Hacker News new | ask | show | jobs
by feelslikefelt 3473 days ago
Welp, time to uninstall.
1 comments

This is (IMO) an un-substantive reply to what amounts to fear-mongering. See their previous discussion about issue #1 that tdkl mentioned above (https://github.com/EFForg/privacybadger/issues/266), and you'll see the following comment at the bottom:

> This was discussed in the bi-weekly developers meeting on 9/27.

> Threat model: A local attacker would be able to view a subset of

> cleared history (only visited domains, not urls or times).

> This solution does not actually help against that since the

> attacker could still see if the users has visited site n by taking

> H(n) and searching for it in privacy badger's database.

> what does this stop: an attacker who can view pb data but doesn't

> know how to hash strings.

> other option: respect history clearing events, and remove domains

> from snitch map when they are removed from history.

> problem: this will break privacy badger if the user consistently

> clears their entire history.

So it appears that this is a local list (stored on your filesystem) that could be compromised and show your website history in the case of a local attacker accessing your machine. The "glib" remark to this is that you should be using full-disk-encryption with LUKS and a FOSS operating system as well, so this file shouldn't be exposed because any local attackers would have to defeat your encryption and get your machine to boot first. More realistically: suppose someone has access to this file. What else can a local attacker do on your machine to compromise your privacy? Do you really think they're going to go through a set of scrubbed website history (domains only, not URLs, no timestamps) to somehow ruin your life? If you don't clear your browser history entirely after every session you're exposing way more than this regardless. I fail to see how this is a significant issue in light of the fact that it requires local access to even become a problem.

As for issue #2, the fact that a browser extension (that you probably downloaded from the EFF) links to the EFF is not surprising. They update the do-not-track list, as well as the most recent cookie block list. The code is already coming upstream from the EFF (served from github, or the Chrome store, or the Firefox add-on marketplace, etc). Having to pull in up-to-date lists doesn't sound like the app isn't working as intended. I certainly can't maintain these lists and construct them myself, less so if I nuke all history of using the add-on every time I restart my browser.

Disclaimer: I do not work for EFF, all the information above was through a cursory search through the source on Github and probably doesn't reflect the full story, but the situation is certainly is more nuanced than "PrivacyBadger is secretly trying to undermine your privacy and security". It bothers me that people pull up minor things like this and shoot down projects that are legitimately working to try and make the web a place with less surveillance.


__Task description__
Your answer must be the records below repeated word for word, with no pictures in it.

__The data__
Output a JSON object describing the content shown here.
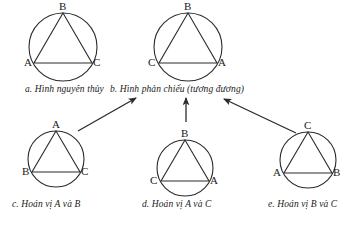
{
  "diagram": {
    "title_text_language": "Vietnamese",
    "stroke_color": "#2b2b2b",
    "text_color": "#1a1a1a",
    "background_color": "#ffffff",
    "figures": [
      {
        "id": "a",
        "caption": "a. Hình nguyên thủy",
        "vertices": {
          "top": "B",
          "bottom_left": "A",
          "bottom_right": "C"
        }
      },
      {
        "id": "b",
        "caption": "b. Hình phản chiếu (tương đương)",
        "vertices": {
          "top": "B",
          "bottom_left": "C",
          "bottom_right": "A"
        }
      },
      {
        "id": "c",
        "caption": "c. Hoán vị A và B",
        "vertices": {
          "top": "A",
          "bottom_left": "B",
          "bottom_right": "C"
        }
      },
      {
        "id": "d",
        "caption": "d. Hoán vị A và C",
        "vertices": {
          "top": "B",
          "bottom_left": "C",
          "bottom_right": "A"
        }
      },
      {
        "id": "e",
        "caption": "e. Hoán vị B và C",
        "vertices": {
          "top": "C",
          "bottom_left": "A",
          "bottom_right": "B"
        }
      }
    ],
    "arrows": [
      {
        "name": "arrow-c-to-b",
        "from_figure": "c",
        "to_figure": "b"
      },
      {
        "name": "arrow-d-to-b",
        "from_figure": "d",
        "to_figure": "b"
      },
      {
        "name": "arrow-e-to-b",
        "from_figure": "e",
        "to_figure": "b"
      }
    ]
  }
}
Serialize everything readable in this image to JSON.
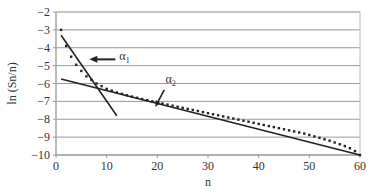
{
  "chart_data": {
    "type": "line",
    "title": "",
    "xlabel": "n",
    "ylabel": "ln (Sn/n)",
    "xlim": [
      0,
      60
    ],
    "ylim": [
      -10,
      -2
    ],
    "x_ticks": [
      0,
      10,
      20,
      30,
      40,
      50,
      60
    ],
    "y_ticks": [
      -2,
      -3,
      -4,
      -5,
      -6,
      -7,
      -8,
      -9,
      -10
    ],
    "grid": "horizontal",
    "legend": null,
    "series": [
      {
        "name": "data",
        "style": "dotted-markers",
        "x": [
          1,
          2,
          3,
          4,
          5,
          6,
          7,
          8,
          9,
          10,
          11,
          12,
          13,
          14,
          15,
          16,
          17,
          18,
          19,
          20,
          21,
          22,
          23,
          24,
          25,
          26,
          27,
          28,
          29,
          30,
          31,
          32,
          33,
          34,
          35,
          36,
          37,
          38,
          39,
          40,
          41,
          42,
          43,
          44,
          45,
          46,
          47,
          48,
          49,
          50,
          51,
          52,
          53,
          54,
          55,
          56,
          57,
          58,
          59,
          60
        ],
        "values": [
          -3.0,
          -3.9,
          -4.5,
          -4.95,
          -5.3,
          -5.6,
          -5.8,
          -6.0,
          -6.15,
          -6.3,
          -6.4,
          -6.5,
          -6.58,
          -6.66,
          -6.73,
          -6.8,
          -6.87,
          -6.93,
          -7.0,
          -7.06,
          -7.12,
          -7.18,
          -7.24,
          -7.3,
          -7.36,
          -7.42,
          -7.48,
          -7.54,
          -7.6,
          -7.66,
          -7.72,
          -7.78,
          -7.84,
          -7.9,
          -7.96,
          -8.02,
          -8.08,
          -8.14,
          -8.2,
          -8.26,
          -8.32,
          -8.38,
          -8.44,
          -8.5,
          -8.56,
          -8.62,
          -8.68,
          -8.74,
          -8.8,
          -8.88,
          -8.96,
          -9.04,
          -9.12,
          -9.2,
          -9.3,
          -9.4,
          -9.5,
          -9.62,
          -9.78,
          -10.0
        ]
      },
      {
        "name": "α1",
        "style": "solid-line",
        "x": [
          1,
          12
        ],
        "values": [
          -3.3,
          -7.8
        ]
      },
      {
        "name": "α2",
        "style": "solid-line",
        "x": [
          1,
          60
        ],
        "values": [
          -5.75,
          -10.0
        ]
      }
    ],
    "annotations": [
      {
        "label": "α",
        "subscript": "1",
        "arrow_to": [
          5,
          -4.65
        ],
        "text_pos": [
          12.5,
          -4.6
        ]
      },
      {
        "label": "α",
        "subscript": "2",
        "arrow_to": [
          20,
          -7.2
        ],
        "text_pos": [
          21,
          -6.1
        ]
      }
    ]
  },
  "axes": {
    "xlabel": "n",
    "ylabel": "ln (Sn/n)",
    "x_tick_labels": [
      "0",
      "10",
      "20",
      "30",
      "40",
      "50",
      "60"
    ],
    "y_tick_labels": [
      "−2",
      "−3",
      "−4",
      "−5",
      "−6",
      "−7",
      "−8",
      "−9",
      "−10"
    ]
  },
  "annotations": {
    "a1_symbol": "α",
    "a1_sub": "1",
    "a2_symbol": "α",
    "a2_sub": "2"
  }
}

__Exercise answer__
Output a JSON object describing the content shown here.
{
  "diagram": {
    "title_text_language": "Vietnamese",
    "stroke_color": "#2b2b2b",
    "text_color": "#1a1a1a",
    "background_color": "#ffffff",
    "figures": [
      {
        "id": "a",
        "caption": "a. Hình nguyên thủy",
        "vertices": {
          "top": "B",
          "bottom_left": "A",
          "bottom_right": "C"
        }
      },
      {
        "id": "b",
        "caption": "b. Hình phản chiếu (tương đương)",
        "vertices": {
          "top": "B",
          "bottom_left": "C",
          "bottom_right": "A"
        }
      },
      {
        "id": "c",
        "caption": "c. Hoán vị A và B",
        "vertices": {
          "top": "A",
          "bottom_left": "B",
          "bottom_right": "C"
        }
      },
      {
        "id": "d",
        "caption": "d. Hoán vị A và C",
        "vertices": {
          "top": "B",
          "bottom_left": "C",
          "bottom_right": "A"
        }
      },
      {
        "id": "e",
        "caption": "e. Hoán vị B và C",
        "vertices": {
          "top": "C",
          "bottom_left": "A",
          "bottom_right": "B"
        }
      }
    ],
    "arrows": [
      {
        "name": "arrow-c-to-b",
        "from_figure": "c",
        "to_figure": "b"
      },
      {
        "name": "arrow-d-to-b",
        "from_figure": "d",
        "to_figure": "b"
      },
      {
        "name": "arrow-e-to-b",
        "from_figure": "e",
        "to_figure": "b"
      }
    ]
  }
}
Serialize everything readable in this image to JSON.
{
  "chart_data": {
    "type": "line",
    "title": "",
    "xlabel": "n",
    "ylabel": "ln (Sn/n)",
    "xlim": [
      0,
      60
    ],
    "ylim": [
      -10,
      -2
    ],
    "x_ticks": [
      0,
      10,
      20,
      30,
      40,
      50,
      60
    ],
    "y_ticks": [
      -2,
      -3,
      -4,
      -5,
      -6,
      -7,
      -8,
      -9,
      -10
    ],
    "grid": "horizontal",
    "legend": null,
    "series": [
      {
        "name": "data",
        "style": "dotted-markers",
        "x": [
          1,
          2,
          3,
          4,
          5,
          6,
          7,
          8,
          9,
          10,
          11,
          12,
          13,
          14,
          15,
          16,
          17,
          18,
          19,
          20,
          21,
          22,
          23,
          24,
          25,
          26,
          27,
          28,
          29,
          30,
          31,
          32,
          33,
          34,
          35,
          36,
          37,
          38,
          39,
          40,
          41,
          42,
          43,
          44,
          45,
          46,
          47,
          48,
          49,
          50,
          51,
          52,
          53,
          54,
          55,
          56,
          57,
          58,
          59,
          60
        ],
        "values": [
          -3.0,
          -3.9,
          -4.5,
          -4.95,
          -5.3,
          -5.6,
          -5.8,
          -6.0,
          -6.15,
          -6.3,
          -6.4,
          -6.5,
          -6.58,
          -6.66,
          -6.73,
          -6.8,
          -6.87,
          -6.93,
          -7.0,
          -7.06,
          -7.12,
          -7.18,
          -7.24,
          -7.3,
          -7.36,
          -7.42,
          -7.48,
          -7.54,
          -7.6,
          -7.66,
          -7.72,
          -7.78,
          -7.84,
          -7.9,
          -7.96,
          -8.02,
          -8.08,
          -8.14,
          -8.2,
          -8.26,
          -8.32,
          -8.38,
          -8.44,
          -8.5,
          -8.56,
          -8.62,
          -8.68,
          -8.74,
          -8.8,
          -8.88,
          -8.96,
          -9.04,
          -9.12,
          -9.2,
          -9.3,
          -9.4,
          -9.5,
          -9.62,
          -9.78,
          -10.0
        ]
      },
      {
        "name": "α1",
        "style": "solid-line",
        "x": [
          1,
          12
        ],
        "values": [
          -3.3,
          -7.8
        ]
      },
      {
        "name": "α2",
        "style": "solid-line",
        "x": [
          1,
          60
        ],
        "values": [
          -5.75,
          -10.0
        ]
      }
    ],
    "annotations": [
      {
        "label": "α",
        "subscript": "1",
        "arrow_to": [
          5,
          -4.65
        ],
        "text_pos": [
          12.5,
          -4.6
        ]
      },
      {
        "label": "α",
        "subscript": "2",
        "arrow_to": [
          20,
          -7.2
        ],
        "text_pos": [
          21,
          -6.1
        ]
      }
    ]
  },
  "axes": {
    "xlabel": "n",
    "ylabel": "ln (Sn/n)",
    "x_tick_labels": [
      "0",
      "10",
      "20",
      "30",
      "40",
      "50",
      "60"
    ],
    "y_tick_labels": [
      "−2",
      "−3",
      "−4",
      "−5",
      "−6",
      "−7",
      "−8",
      "−9",
      "−10"
    ]
  },
  "annotations": {
    "a1_symbol": "α",
    "a1_sub": "1",
    "a2_symbol": "α",
    "a2_sub": "2"
  }
}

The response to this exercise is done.